Welcome to You Ask Andy

  Debbie Cayse, age 14, of Sarasota, Florida, for her question:

What in the world is a devil's snuffbox?

Most young space agers, naturally, refuse to believe that our wondrous world is populated by devils large or small. They sensibly assume that tantalizing little problems usually spring from human blunders. Our toughest tormenting problems merely tempt us to find remedies.

Dark powdery snuff acts on the sensitive nerves inside the nose to trigger a monstrous sneeze. A dandy of the past often carried a dainty little snuffbox in the pocket of his embroidered weskit. Now and then he poked a sniff of snuff up his nose, unfolded his elegant hanky and waited for the resounding hatcht~hatchhatchoo. Maybe it did and maybe it did not clear the sinus passages in his head. But it certainly proved that powdery snuff was a sneeze maker. It is not, of course, the only sneezy powder in the world. Dust and pollen and a long list of other small foreign bodies floating in the air also tend to make people sneeze.

We all know that hay fever and its related allergies arrive with the pollen season of the plant world. Most of these airborne particles are too small for our eyes to see. But certain plants pour forth spores or pollen in thick clouds and merely the sight of them makes us want to sneeze. One of these is the puffball. This pasty pale plant is the giant of the fungus family. It grows on the ground like a round stone and may reach the size of a two foot boulder. Most of the time it squats there unnoticed. But at certain fikasons it acts like a spilled snuffbox.

Nature, of course, decrees that the puffball must hand on life to a new generation. when this time comes, it begins to create countless cumbers of tiny dark spores within itself. As they ripen, the minuscule spores become dirty brown or olive green, murky yellow or purple. They are no bigger than grains of fine, dusty powder and we need to see a whole host of them to detect their color.
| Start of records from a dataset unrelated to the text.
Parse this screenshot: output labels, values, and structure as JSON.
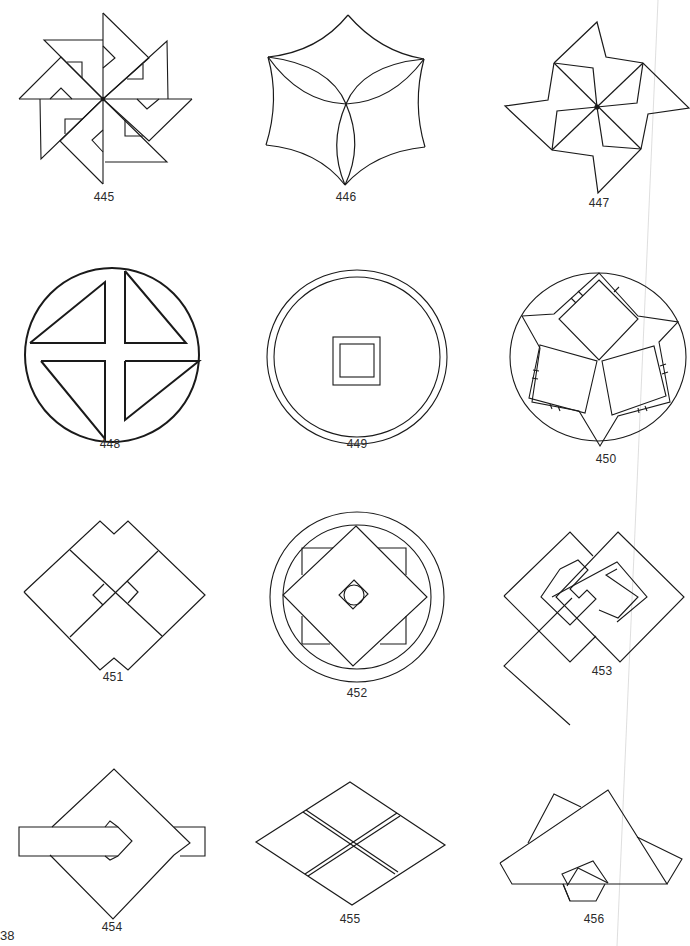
{
  "page": {
    "page_number": "38",
    "background": "#ffffff",
    "ink_color": "#1a1a1a"
  },
  "figures": [
    {
      "number": "445",
      "description": "Eight-bladed pinwheel of overlapping right triangles with notched corners"
    },
    {
      "number": "446",
      "description": "Curved hexagonal star with three intersecting lens arcs meeting at center"
    },
    {
      "number": "447",
      "description": "Four-armed pinwheel of triangles radiating from a central point"
    },
    {
      "number": "448",
      "description": "Circle divided by a thick cross into four triangles"
    },
    {
      "number": "449",
      "description": "Double circle with a double square at center (coin motif)"
    },
    {
      "number": "450",
      "description": "Circle enclosing three squares arranged around a central point with star outline"
    },
    {
      "number": "451",
      "description": "Diamond composed of four squares with notched top and bottom"
    },
    {
      "number": "452",
      "description": "Double circle with rotated square over square and small center diamond"
    },
    {
      "number": "453",
      "description": "Two interlocking diamond frames"
    },
    {
      "number": "454",
      "description": "Diamond pierced by a horizontal arrow band"
    },
    {
      "number": "455",
      "description": "Rhombus divided into four smaller rhombi with double dividing lines"
    },
    {
      "number": "456",
      "description": "Overlapping triangles forming a mountain-like shape with a hexagon below"
    }
  ]
}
At last the puffball spores are ready to take their chances in the world. The parent plant launches them, puff after puff. The dusty spores are light enough to float and they fill the surrounding air with dark, powdery clouds. The sight is enough to make you want to sneeze. This is how the puffball got its nickname in bygone days. It seemed natural to call this teasy sneezy creation of the plant world    

Another factor made the nickname seem even more sensible. A puffball tends to get stepped on or kicked by accident. If this happens when the spores are just ready for their freedom, a careless kick may cause them to explode in a dusty cloud. The smoky dust may tickle your nose and it has about 7,000 billion p powdery spores all willing to try to provoke a sniffy snuffy hatchoo.

The dusty spores are soon separated by the breezes and wafted afar. One lucky speck in a trillion will land at last in a shady nook where the moist soil is rich with decaying vegetation. It will grow an underground network of matted fibers called mycelium. This is the real puffball plant. The pasty puffball that sprouts above the ground is the plant's fruiting body. It grows when time comes to form and launch new spores. When this is done, the fruiting body withers and the plant continues its underground existence until the next snuffbox season rolls around.